There is an app that allows people to compare their email contact list to registrations in the hacked Ashley Madison data. So employers can see if any of their employees have registered with the marital affair site. I am not linking to the app because I think it’s a violation of privacy to check.IMG_8563-001

But I also understand why some employers might want to know if there is a PR nightmare headed their way because some key executive is registered.

Jonathan Segal has a great post on both legal and practical considerations before you use the app to see if your officers or employees are registered. Please read it before you check.

I would add the following considerations (some of which Jonathan also mentioned).

  1. Privacy Rights. Some states, like California, have a Constitutional or statutory right to privacy that protects each person’s privacy from everyone else’s inquiry. While I understand that the AM information is available online, which is public and anyone can look, once someone has the information, most people will tell someone else or do something with it. At that point, the company is taking action based on a person’s registration on a website, that was supposed to be private. The action is based on assumptions about the person’s intent and actions, that may or may not be true. And any investigation based on the information will be into the person’s sex life, which is generally private under both state and federal law.
  2. Off-duty Conduct. Some states, including California, also have laws that prohibit a company from taking adverse employment actions based on the employee’s off-duty conduct, unless that conduct directly affects the employer. Most of these laws were passed before the internet and online shaming, so it’s unclear exactly where the boundaries lie on when an employer can legitimately say that the employee’s off-duty conduct directly affects the employer’s business. This is not a good test case.
  3. Knowing Won’t Prevent the Damage. The most common rationale for doing the search is so the company knows and can do damage control. Right. There is no damage control for this. The employee will come up with some story to explain it was not him, or someone did it as a prank, or their marriage was on the rocks and they signed up out of curiosity, but never did anything with it. That last one is probably true. What is also true is that people have affairs all the time, often at work. And most companies get wind of it sooner or later and usually turn a blind eye until the relationship goes south, the claim comes in, and the matter is resolved under wraps of a confidentiality and nondisparagement agreement. If this has happened at your office and now, suddenly the company is all righteous and starts publically firing people, the backlash on treating situations differently will not be pretty. I believe it’s better to say, the company had no idea and is handling it privately, than to know in advance and try to take some preemptive action based on a website registration that is only proof of a website registration.
  4. It Encourages This Type of Hacking and Online Shaming. The drama, the judgment, the sanctimony are all based on our belief that we are good and everyone on that list is bad. It’s just not true. Everyone has made mistakes, and most of us have relationship regrets. The more time and attention we give situations like this, the more we encourage others to do similar things that are really about shaming people simply because they can.

Online shaming is a powerful weapon. It should be used rarely, if ever, with great deliberation, and only for truly important causes. This is pure sanctimony for the sake of drama. When we participate, we become part of the problem.

I’m not sure how we became such a tabloid society, especially about other people’s sex lives. But we still have the power to opt out.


— YOUR OBJECTIVE —
Using the records that follow, reproduce exactly the lines starting at the line containing "Image is 812x507 pixels." and ending at the line containing "Image is 589x332 pixels.". Include both end lines and no pictures.

Saved entries:
....
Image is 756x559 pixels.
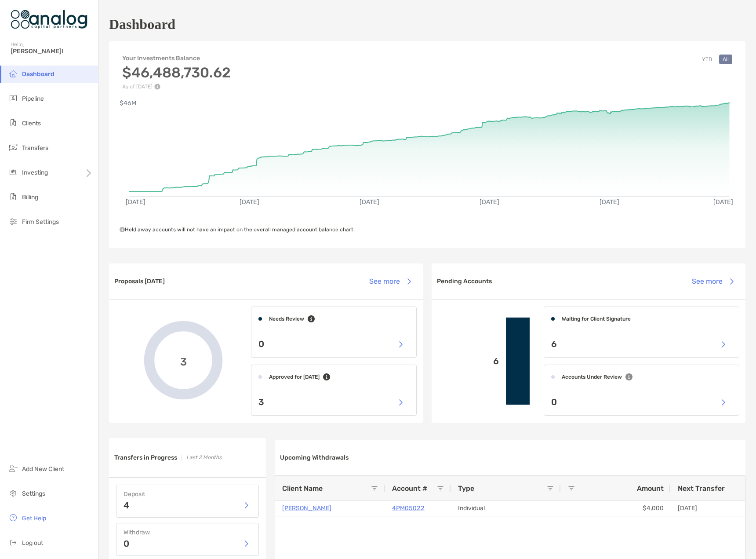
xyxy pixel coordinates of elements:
[22,70,55,78] span: Dashboard
[22,540,43,547] span: Log out
[109,16,176,32] h1: Dashboard
[22,119,41,127] span: Clients
[122,55,231,62] h4: Your Investments Balance
[180,354,187,367] span: 3
[685,272,740,291] button: See more
[561,501,671,516] div: $4,000
[8,93,18,103] img: pipeline icon
[437,278,492,285] h3: Pending Accounts
[119,227,355,233] span: Held away accounts will not have an impact on the overall managed account balance chart.
[124,540,129,548] p: 0
[8,216,18,227] img: firm-settings icon
[458,484,474,493] span: Type
[124,528,251,537] h4: Withdraw
[119,100,136,107] text: $46M
[551,339,557,350] p: 6
[562,374,622,380] h4: Accounts Under Review
[362,272,418,291] button: See more
[282,484,322,493] span: Client Name
[22,466,65,473] span: Add New Client
[22,490,46,498] span: Settings
[22,218,59,226] span: Firm Settings
[698,55,716,65] button: YTD
[8,68,18,79] img: dashboard icon
[551,397,557,408] p: 0
[122,65,231,81] h3: $46,488,730.62
[259,339,264,350] p: 0
[8,513,18,523] img: get-help icon
[8,537,18,548] img: logout icon
[480,198,500,206] text: [DATE]
[22,95,44,103] span: Pipeline
[154,84,161,90] img: Performance Info
[114,454,177,462] h3: Transfers in Progress
[269,316,304,322] h4: Needs Review
[438,356,499,367] p: 6
[280,454,349,462] h3: Upcoming Withdrawals
[22,169,48,177] span: Investing
[600,198,620,206] text: [DATE]
[392,503,424,514] a: 4PM05022
[8,463,18,474] img: add_new_client icon
[22,194,38,201] span: Billing
[360,198,380,206] text: [DATE]
[8,117,18,128] img: clients icon
[678,484,725,493] span: Next Transfer
[562,316,631,322] h4: Waiting for Client Signature
[187,452,221,463] p: Last 2 Months
[114,278,165,285] h3: Proposals [DATE]
[11,4,87,35] img: Zoe Logo
[720,55,733,65] button: All
[715,198,734,206] text: [DATE]
[8,167,18,177] img: investing icon
[124,501,129,510] p: 4
[259,397,264,408] p: 3
[451,501,561,516] div: Individual
[637,484,664,493] span: Amount
[122,84,231,90] p: As of [DATE]
[8,488,18,499] img: settings icon
[126,198,146,206] text: [DATE]
[124,490,251,499] h4: Deposit
[240,198,259,206] text: [DATE]
[11,48,93,55] span: [PERSON_NAME]!
[392,484,427,493] span: Account #
[8,191,18,202] img: billing icon
[22,144,48,152] span: Transfers
[22,515,46,523] span: Get Help
[269,374,320,380] h4: Approved for [DATE]
[8,142,18,153] img: transfers icon
[282,503,332,514] a: [PERSON_NAME]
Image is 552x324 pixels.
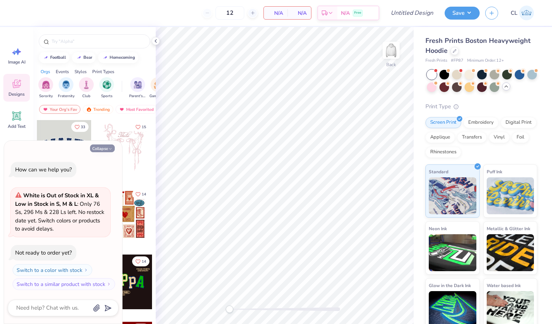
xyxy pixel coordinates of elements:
button: homecoming [98,52,138,63]
span: Neon Ink [429,224,447,232]
span: Image AI [8,59,25,65]
span: Designs [8,91,25,97]
img: Puff Ink [487,177,535,214]
button: Like [132,122,150,132]
button: Switch to a similar product with stock [13,278,115,290]
span: Metallic & Glitter Ink [487,224,530,232]
img: trend_line.gif [76,55,82,60]
span: N/A [341,9,350,17]
span: CL [511,9,518,17]
span: Glow in the Dark Ink [429,281,471,289]
div: How can we help you? [15,166,72,173]
span: Free [354,10,361,16]
div: Your Org's Fav [39,105,80,114]
img: Game Day Image [154,80,162,89]
div: Vinyl [489,132,510,143]
button: bear [72,52,96,63]
span: 14 [142,192,146,196]
div: Styles [75,68,87,75]
div: Orgs [41,68,50,75]
span: # FP87 [451,58,464,64]
div: Print Types [92,68,114,75]
span: Water based Ink [487,281,521,289]
img: Metallic & Glitter Ink [487,234,535,271]
div: Trending [83,105,113,114]
span: Sorority [39,93,53,99]
div: Embroidery [464,117,499,128]
span: Sports [101,93,113,99]
button: Switch to a color with stock [13,264,92,276]
button: Save [445,7,480,20]
span: Club [82,93,90,99]
button: filter button [150,77,166,99]
span: N/A [292,9,307,17]
span: Fresh Prints [426,58,447,64]
span: N/A [268,9,283,17]
div: filter for Club [79,77,94,99]
div: Transfers [457,132,487,143]
div: Applique [426,132,455,143]
div: Not ready to order yet? [15,249,72,256]
span: Puff Ink [487,168,502,175]
img: Sports Image [103,80,111,89]
a: CL [508,6,538,20]
button: Like [132,189,150,199]
span: : Only 76 Ss, 296 Ms & 228 Ls left. No restock date yet. Switch colors or products to avoid delays. [15,192,104,232]
span: 15 [142,125,146,129]
img: Fraternity Image [62,80,70,89]
button: filter button [38,77,53,99]
div: filter for Parent's Weekend [129,77,146,99]
div: Digital Print [501,117,537,128]
div: homecoming [110,55,135,59]
div: Rhinestones [426,147,461,158]
button: filter button [79,77,94,99]
div: filter for Fraternity [58,77,75,99]
span: Parent's Weekend [129,93,146,99]
button: Collapse [90,144,115,152]
button: filter button [129,77,146,99]
span: 14 [142,260,146,263]
span: Fraternity [58,93,75,99]
button: filter button [58,77,75,99]
img: most_fav.gif [119,107,125,112]
span: Minimum Order: 12 + [467,58,504,64]
div: Foil [512,132,529,143]
span: Standard [429,168,449,175]
div: Print Type [426,102,538,111]
div: filter for Game Day [150,77,166,99]
span: Game Day [150,93,166,99]
img: Back [384,43,399,58]
img: trend_line.gif [102,55,108,60]
strong: White is Out of Stock in XL & Low in Stock in S, M & L [15,192,99,207]
img: Switch to a similar product with stock [107,282,111,286]
img: Sorority Image [42,80,50,89]
div: Accessibility label [226,305,233,313]
input: – – [216,6,244,20]
button: football [39,52,69,63]
span: Fresh Prints Boston Heavyweight Hoodie [426,36,531,55]
div: Screen Print [426,117,461,128]
img: most_fav.gif [42,107,48,112]
img: Caroline Litchfield [519,6,534,20]
div: bear [83,55,92,59]
img: trend_line.gif [43,55,49,60]
div: football [50,55,66,59]
img: trending.gif [86,107,92,112]
button: Like [71,122,89,132]
button: Like [132,256,150,266]
button: filter button [99,77,114,99]
input: Try "Alpha" [51,38,145,45]
img: Switch to a color with stock [84,268,88,272]
img: Parent's Weekend Image [134,80,142,89]
div: Back [387,61,396,68]
span: Add Text [8,123,25,129]
img: Club Image [82,80,90,89]
span: 33 [81,125,85,129]
input: Untitled Design [385,6,439,20]
div: filter for Sorority [38,77,53,99]
img: Standard [429,177,477,214]
div: Events [56,68,69,75]
img: Neon Ink [429,234,477,271]
div: Most Favorited [116,105,157,114]
div: filter for Sports [99,77,114,99]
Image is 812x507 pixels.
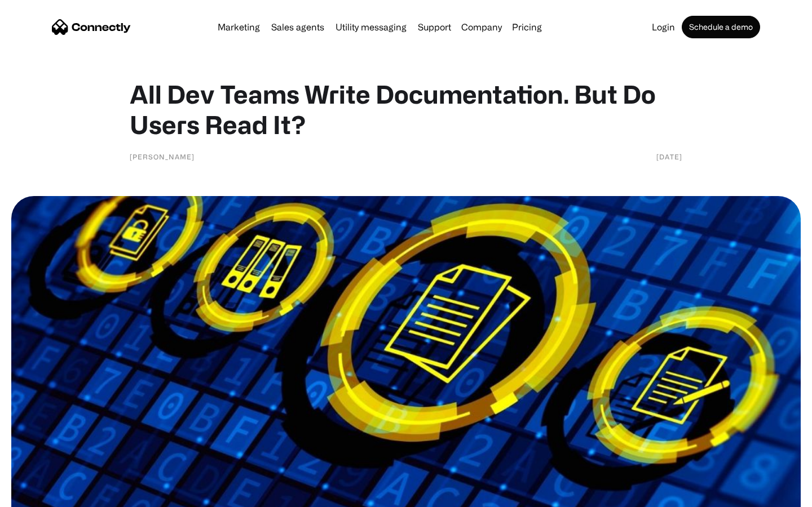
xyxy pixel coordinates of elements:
[267,22,329,32] a: Sales agents
[656,151,682,162] div: [DATE]
[22,487,67,503] ul: Language list
[330,22,411,32] a: Utility messaging
[461,19,501,35] div: Company
[507,22,546,32] a: Pricing
[413,22,456,32] a: Support
[213,22,264,32] a: Marketing
[682,16,760,38] a: Schedule a demo
[11,487,67,503] aside: Language selected: English
[647,22,679,32] a: Login
[129,78,682,140] h1: All Dev Teams Write Documentation. But Do Users Read It?
[129,151,194,162] div: [PERSON_NAME]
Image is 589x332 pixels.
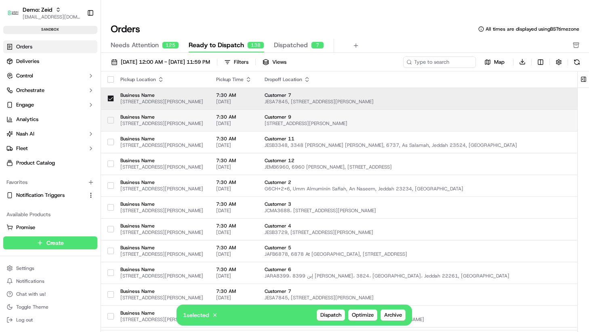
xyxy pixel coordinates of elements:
span: Customer 12 [265,158,581,164]
span: 7:30 AM [216,223,252,229]
div: Available Products [3,208,97,221]
div: We're available if you need us! [27,85,102,92]
span: Customer 6 [265,267,581,273]
button: Notifications [3,276,97,287]
span: Create [46,239,64,247]
span: [DATE] [216,208,252,214]
span: Business Name [120,136,203,142]
span: Optimize [352,312,374,319]
div: Favorites [3,176,97,189]
span: Customer 5 [265,245,581,251]
span: [STREET_ADDRESS][PERSON_NAME] [120,99,203,105]
span: 7:30 AM [216,267,252,273]
span: 7:30 AM [216,245,252,251]
span: Business Name [120,179,203,186]
span: Views [272,59,286,66]
span: [STREET_ADDRESS][PERSON_NAME] [120,164,203,170]
span: Nash AI [16,130,34,138]
span: 7:30 AM [216,179,252,186]
span: Business Name [120,223,203,229]
button: Optimize [349,310,378,321]
span: Control [16,72,33,80]
span: Dispatch [321,312,342,319]
div: 📗 [8,118,15,124]
span: Deliveries [16,58,39,65]
span: [STREET_ADDRESS][PERSON_NAME] [120,142,203,149]
span: JCMA3688، [STREET_ADDRESS][PERSON_NAME] [265,208,581,214]
span: Demo: Zeid [23,6,52,14]
button: Fleet [3,142,97,155]
div: Dropoff Location [265,76,581,83]
div: Filters [234,59,248,66]
button: Create [3,237,97,250]
span: Orchestrate [16,87,44,94]
span: Customer 3 [265,201,581,208]
button: Demo: ZeidDemo: Zeid[EMAIL_ADDRESS][DOMAIN_NAME] [3,3,84,23]
span: 7:30 AM [216,136,252,142]
button: Promise [3,221,97,234]
a: Deliveries [3,55,97,68]
img: Nash [8,8,24,24]
span: Product Catalog [16,160,55,167]
span: Notification Triggers [16,192,65,199]
span: 7:30 AM [216,92,252,99]
span: 7:30 AM [216,158,252,164]
button: [DATE] 12:00 AM - [DATE] 11:59 PM [107,57,214,68]
span: All times are displayed using BST timezone [485,26,579,32]
span: [DATE] [216,164,252,170]
a: Powered byPylon [57,137,98,143]
span: Settings [16,265,34,272]
span: [DATE] [216,186,252,192]
span: [STREET_ADDRESS][PERSON_NAME] [120,120,203,127]
button: Chat with us! [3,289,97,300]
span: Business Name [120,288,203,295]
span: Business Name [120,158,203,164]
span: Map [494,59,504,66]
span: [DATE] [216,120,252,127]
span: [DATE] 12:00 AM - [DATE] 11:59 PM [121,59,210,66]
span: Chat with us! [16,291,46,298]
a: Analytics [3,113,97,126]
span: JESA7845, [STREET_ADDRESS][PERSON_NAME] [265,295,581,301]
div: Pickup Time [216,76,252,83]
span: Notifications [16,278,44,285]
span: Pylon [80,137,98,143]
span: Orders [16,43,32,50]
button: Refresh [571,57,582,68]
span: Customer 2 [265,179,581,186]
span: Engage [16,101,34,109]
button: Notification Triggers [3,189,97,202]
span: [STREET_ADDRESS][PERSON_NAME] [120,317,203,323]
span: [STREET_ADDRESS][PERSON_NAME] [120,251,203,258]
span: JESB3729, [STREET_ADDRESS][PERSON_NAME] [265,229,581,236]
button: [EMAIL_ADDRESS][DOMAIN_NAME] [23,14,80,20]
p: Welcome 👋 [8,32,147,45]
span: Business Name [120,245,203,251]
span: 7:30 AM [216,114,252,120]
span: [STREET_ADDRESS][PERSON_NAME] [120,273,203,279]
span: [STREET_ADDRESS][PERSON_NAME][PERSON_NAME][PERSON_NAME] [265,317,581,323]
button: Settings [3,263,97,274]
span: 7:30 AM [216,288,252,295]
button: Start new chat [137,80,147,89]
span: Customer 8 [265,310,581,317]
button: Filters [221,57,252,68]
button: Control [3,69,97,82]
span: JARA8399، 8399 إبن [PERSON_NAME]، 3824، [GEOGRAPHIC_DATA]، Jeddah 22261, [GEOGRAPHIC_DATA] [265,273,581,279]
span: [STREET_ADDRESS][PERSON_NAME] [265,120,581,127]
h1: Orders [111,23,140,36]
span: Business Name [120,201,203,208]
span: Customer 9 [265,114,581,120]
span: Fleet [16,145,28,152]
span: API Documentation [76,117,130,125]
span: Needs Attention [111,40,159,50]
span: [STREET_ADDRESS][PERSON_NAME] [120,295,203,301]
a: 📗Knowledge Base [5,114,65,128]
span: G6CH+2X6, Umm Almuminin Safiah, An Naseem, Jeddah 23234, [GEOGRAPHIC_DATA] [265,186,581,192]
span: Log out [16,317,33,323]
span: Customer 7 [265,288,581,295]
div: sandbox [3,26,97,34]
span: JEMB6960, 6960 [PERSON_NAME], [STREET_ADDRESS] [265,164,581,170]
span: Customer 4 [265,223,581,229]
div: Start new chat [27,77,132,85]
....
— TASK RESPONSE —
Image is 812x507 pixels.
xyxy pixel coordinates of elements:
[267,22,329,32] a: Sales agents
[656,151,682,162] div: [DATE]
[22,487,67,503] ul: Language list
[330,22,411,32] a: Utility messaging
[461,19,501,35] div: Company
[507,22,546,32] a: Pricing
[413,22,456,32] a: Support
[213,22,264,32] a: Marketing
[682,16,760,38] a: Schedule a demo
[11,487,67,503] aside: Language selected: English
[647,22,679,32] a: Login
[129,78,682,140] h1: All Dev Teams Write Documentation. But Do Users Read It?
[129,151,194,162] div: [PERSON_NAME]
Image is 589x332 pixels.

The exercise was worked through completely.